SILVERTON — Earlier this week, it looked as though a funding snafu could shut down Mountain Loop Highway just as the spring recreation season was ready to warm up.
Snohomish County roads crews had abruptly stopped repairs on a landslide-damaged section of road after being told they might not
be reimbursed for up to $2 million in costs.
On Friday, however, state transportation officials told them to start back up.
“We’ve been given clear direction from the feds that the work from the county could proceed and would be considered eligible” for reimbursement, said Kathleen Da
vis, the state Department of Transportation’s director of highways and local programs.
The Mountain Loop Highway is a federal road on U.S. Forest Service land, but the state has a role in administering the work. The county works as a federal contractor.
County road crews since January have been working to fix the road in a slide area west of the former mining community of Silverton. The route is the easiest way to reach the Big Four Ice Caves and other attractions in the Mount Baker-Snoqualmie National Forest.

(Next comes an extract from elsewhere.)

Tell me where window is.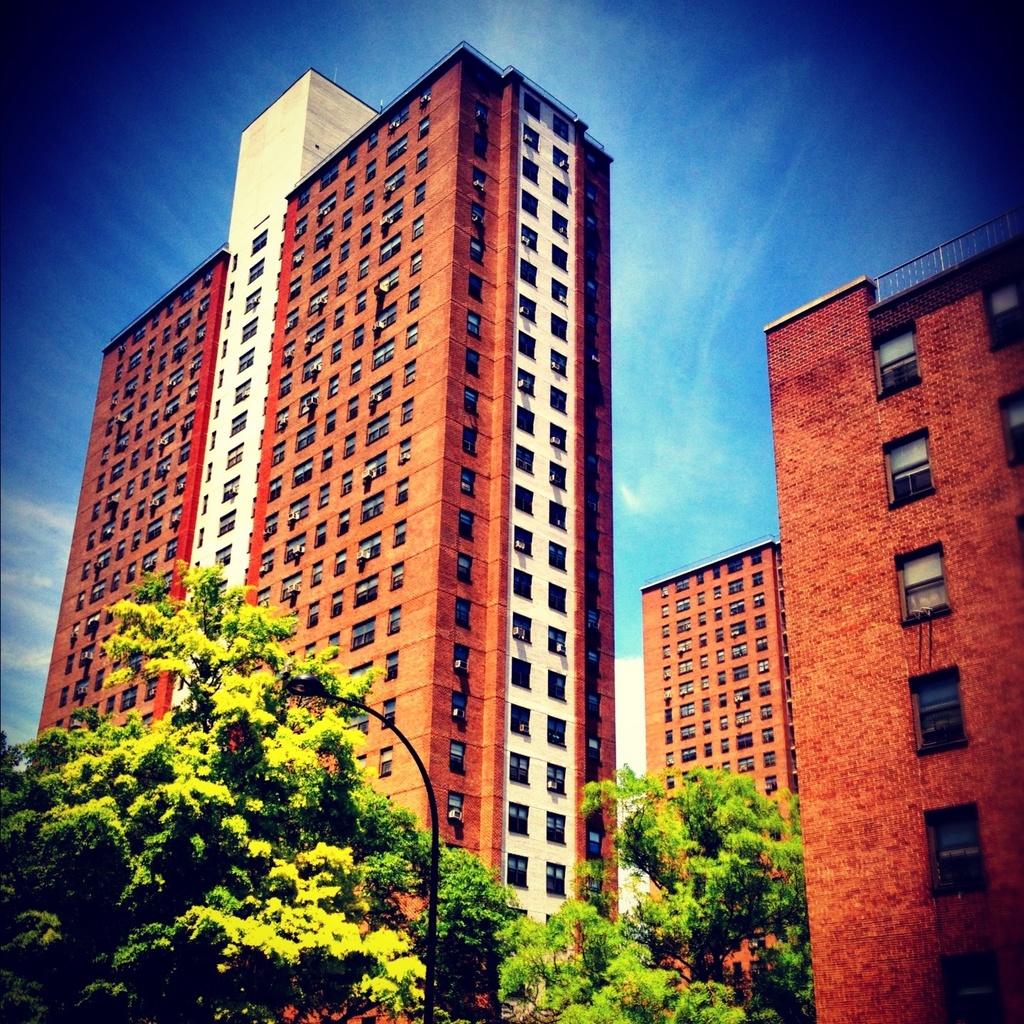
window is at left=150, top=486, right=167, bottom=509.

Otherwise, it’s necessary to take a lengthy route through Darrington, on the other end of the Mountain Loop.
Workers were about three to four weeks from finishing repairs when the Federal Highway Administration decided that the work didn’t qualify for emergency repair money, county public works director Steve Thomsen said. Instead, the federal agency decided that the work would have to undergo a more complicated environmental review. That forced the county, which had been doing the work on the federal government’s behalf, to stop.
That also left county leaders worried they wouldn’t be reimbursed for about $750,000 in work to date, Thomsen said. The county was expecting to be paid for $2 million worth of work to the steep embankment.

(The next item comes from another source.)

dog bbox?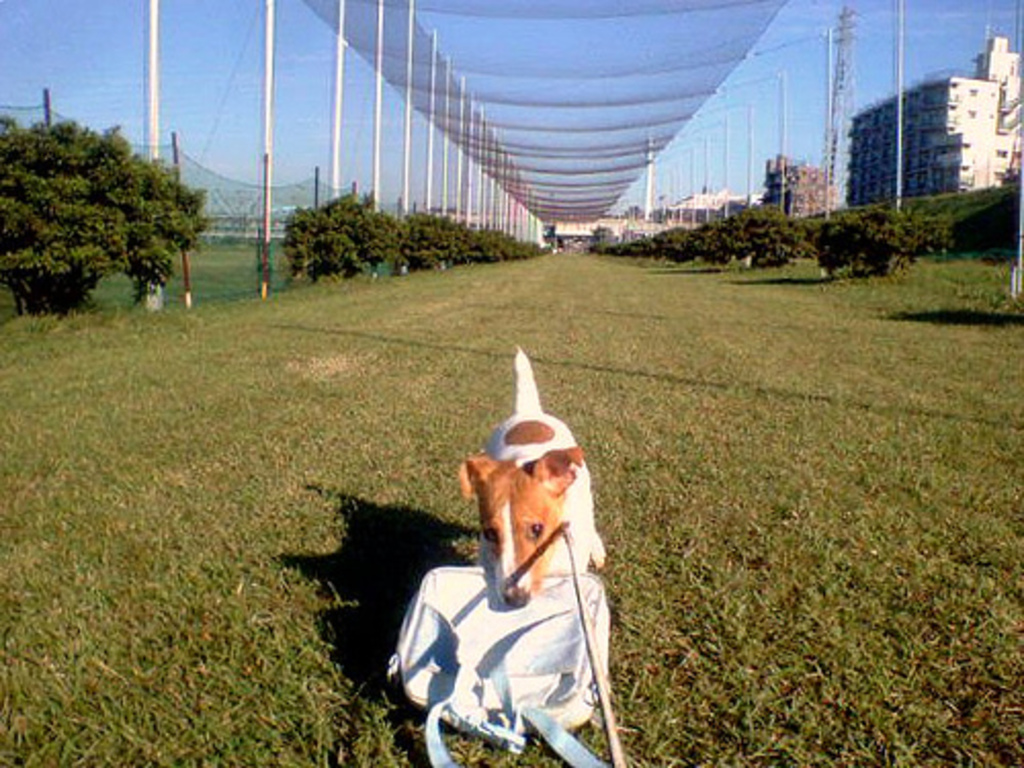
[left=455, top=342, right=600, bottom=610]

For now, the road is restricted to one lane and open only to people who live in the area. Had the work stoppage continued, Thomsen said even that tenuous link would have been in jeopardy, since small cracks started to appear in the road. That could have forced the county to close the remaining single lane.
“From what I’m seeing right now, it’s pretty unstable,” he said. “In the meantime, the road continues to get worse.”
The slide area has been under watch for about 10 years. Heavy rains in mid-January made it worse.
If the Mountain Loop shuts down, popular hiking, climbing, fishing and horse-riding areas would be impractical to reach. About 100,000 people drove the route between May and early September of last year.
“We’ve been getting a lot of calls from people concerned about it,” Thomsen said.